Democratic candidates Ann Marie Mitchell and Gwen Stoltz have lots in common. Both are actively campaigning in Bucks County for seats in Harrisburg, both support a woman’s right to choose, and both are facing off against deceitful Republicans.
GOP candidate for state senate Frank Farry, who is running against Mitchell in the 6th Senatorial District, and incumbent House Representative Shelby Labs who faces off against Stoltz in the 143rd House District, are telling voters they’re pro-choice and support a woman’s right to choose. They’re not, they don’t, and their voting records reflect it.
The power of political falsehoods is the high probability that they will be repeated without challenge (like in the Bucks County Courier Times voting guide) – Farry and Labs are depending on this.
With an abundance of pretzel logic, both GOP incumbents twisted their phrasing in an attempt to pacify pro-choice and pro-life voters in their responses to the Courier’s question about abortion.
“It’s very hard for people to stomach rights that you’ve had for 50 years being ripped away,” said Ann Marie Mitchell who is running against Frank Farry for a seat in the Pennsylvania Senate.
The differences between these candidates don’t stop there.
Gwen Stoltz, who is running for a seat in the Pennsylvania House, described her opponent’s tactics: “She’s trying to portray herself as a moderate but she has these really extreme votes.”
Shelby Labs’s votes on the environment and gun control illustrate that extremism. Labs voted against the environment approximately 58 percent of the time according to Conservation Voters of PA and the NRA gave her an A.
Farry fared worse. In addition to receiving an A from the NRA, he also received their endorsement. Conservation Voters of PA scored Farry as having voted against the environment 84 percent of the time.
Both Stoltz and Mitchell advocate for investing in green energy and the many jobs that investment will create.
“PA can be a leader on the environment if we look through a lens of economic development,” Mitchell said. “By investing in green energy and environmentally sound practices like circular manufacturing, PA can keep existing jobs and bring new good-paying jobs to PA.”
What is a good paying job in Pennsylvania? Certainly not one that pays the state’s current minimum wage of $7.25 an hour.
According to the website Minimum-Wage, a full time worker in Pennsylvania working 40 hours a week, 52 weeks a year, will earn $58.00 per day, $290.00 per week, and $15,080.00 per year – and that’s before taxes. The 2022 Federal Poverty Level for a single individual is $13,590.00.
Labs and Farry – after accepting their own cost of living increase that will push their annual compensation into six figures – refuse to back legislation to raise Pennsylvania’s antiquated and cruel $7.25/hour minimum wage.
“They are the sponsors of our little league teams and our neighborhood events,” says Shelby Labs, referring to local businesses while relying on outdated economic data that falsely claims paying employees a living wage would be detrimental to small businesses.
“It should be higher no doubt. I would support Representative Patty Kim’s (D-Harrisburg) bill to raise the minimum wage to $10 and continue to increase it from there,” Farry said, except he hasn’t.
Not a single Republican has signed on to House Bill 345, introduced by Democrats Patty Kim and Stephen Kinsey in April 2021. The bill that holds the potential to reduce poverty across the Commonwealth has languished in the Republican controlled Labor and Industry Committee since being introduced.
“Pennsylvania needs a minimum wage that reflects an actual living wage and that is comparable to our neighboring states,” explained Stoltz. “To stop losing workers to neighboring states, we need to make Pennsylvania competitive.”
For the last 12 years Republicans have controlled the Pennsylvania House and Senate.
Labs’ and Farry’s voting records make their priorities clear, even if their words are not.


_Requirement_: Within the data below, copy each line where the string "Natural" is found.

_Raw data_:
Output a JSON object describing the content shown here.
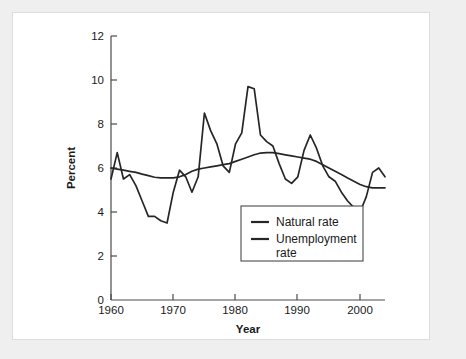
{
  "figure": {
    "background_color": "#efefef",
    "card_color": "#ffffff",
    "border_color": "#dcdcdc",
    "line_color": "#262626",
    "axis_color": "#4a4a4a"
  },
  "chart_data": {
    "type": "line",
    "title": "",
    "subtitle": "",
    "xlabel": "Year",
    "ylabel": "Percent",
    "xlim": [
      1960,
      2004
    ],
    "ylim": [
      0,
      12
    ],
    "xticks": [
      1960,
      1970,
      1980,
      1990,
      2000
    ],
    "xtick_labels": [
      "1960",
      "1970",
      "1980",
      "1990",
      "2000"
    ],
    "yticks": [
      0,
      2,
      4,
      6,
      8,
      10,
      12
    ],
    "ytick_labels": [
      "0",
      "2",
      "4",
      "6",
      "8",
      "10",
      "12"
    ],
    "grid": false,
    "legend_position": "inside-bottom-center",
    "x": [
      1960,
      1961,
      1962,
      1963,
      1964,
      1965,
      1966,
      1967,
      1968,
      1969,
      1970,
      1971,
      1972,
      1973,
      1974,
      1975,
      1976,
      1977,
      1978,
      1979,
      1980,
      1981,
      1982,
      1983,
      1984,
      1985,
      1986,
      1987,
      1988,
      1989,
      1990,
      1991,
      1992,
      1993,
      1994,
      1995,
      1996,
      1997,
      1998,
      1999,
      2000,
      2001,
      2002,
      2003,
      2004
    ],
    "series": [
      {
        "name": "Natural rate",
        "color": "#262626",
        "values": [
          6.0,
          5.95,
          5.9,
          5.85,
          5.8,
          5.72,
          5.65,
          5.58,
          5.55,
          5.55,
          5.55,
          5.6,
          5.7,
          5.85,
          5.95,
          6.0,
          6.05,
          6.1,
          6.15,
          6.2,
          6.3,
          6.4,
          6.5,
          6.6,
          6.68,
          6.7,
          6.7,
          6.65,
          6.6,
          6.55,
          6.5,
          6.45,
          6.4,
          6.3,
          6.15,
          6.0,
          5.85,
          5.7,
          5.55,
          5.4,
          5.25,
          5.15,
          5.1,
          5.1,
          5.1
        ]
      },
      {
        "name": "Unemployment rate",
        "color": "#262626",
        "values": [
          5.5,
          6.7,
          5.5,
          5.7,
          5.2,
          4.5,
          3.8,
          3.8,
          3.6,
          3.5,
          4.9,
          5.9,
          5.6,
          4.9,
          5.6,
          8.5,
          7.7,
          7.1,
          6.1,
          5.8,
          7.1,
          7.6,
          9.7,
          9.6,
          7.5,
          7.2,
          7.0,
          6.2,
          5.5,
          5.3,
          5.6,
          6.8,
          7.5,
          6.9,
          6.1,
          5.6,
          5.4,
          4.9,
          4.5,
          4.2,
          4.0,
          4.7,
          5.8,
          6.0,
          5.6
        ]
      }
    ]
  },
  "legend": {
    "entries": [
      {
        "label": "Natural rate"
      },
      {
        "label": "Unemployment",
        "label_line2": "rate"
      }
    ]
  }
}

_Written solution_:
        "name": "Natural rate",
        "label": "Natural rate"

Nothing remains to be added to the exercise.